The penultimate window!
Awaiting the carol singers outside the village shop.
At the Star Inn.
The customers join in the singing.
Photograph: Colin Wootton
Spinners Cottages in the early 1950s. Photograph taken from the top of the Church. The village shop was then the home of Sulgrave Billiard Club but was still commonly known as the “Reading Room” which had been its function in the late 1800s. It was built by John Hodges in 1720 as a School House. In his will, John Hodges provided for the salary of a school teacher to instruct ten poor children who were to learn to read, write and cast accounts.
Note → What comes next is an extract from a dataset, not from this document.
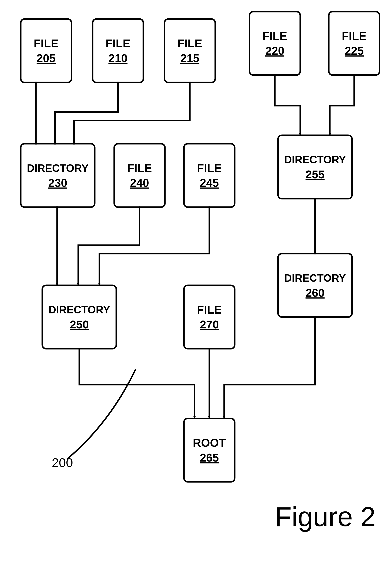  What do you see at coordinates (79, 324) in the screenshot?
I see `node-number: 250` at bounding box center [79, 324].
Behind the Billiard Room was the builder’s yard, joiner’s workshop and offices of Wootton Bros (Contractors) Ltd until 1987, when the site was redeveloped for housing. The telephone exchange building was much smaller at that time. The iconic red “Giles Gilbert Scott” telephone box can just be seen on the site of the present kiosk. The shell of the former windmill can be seen on the skyline and slightly hidden by trees in the middle distance on the right is the Mill House. There was also once a steam driven mill in the same locality. Click here for details of the Sulgrave Mills in an extract from the Parish Appraisal.
This window had to be one of the last as the Dutch grandparents wanted to be involved as well, real community spirit spreading across the sea. Sausages and carols as well.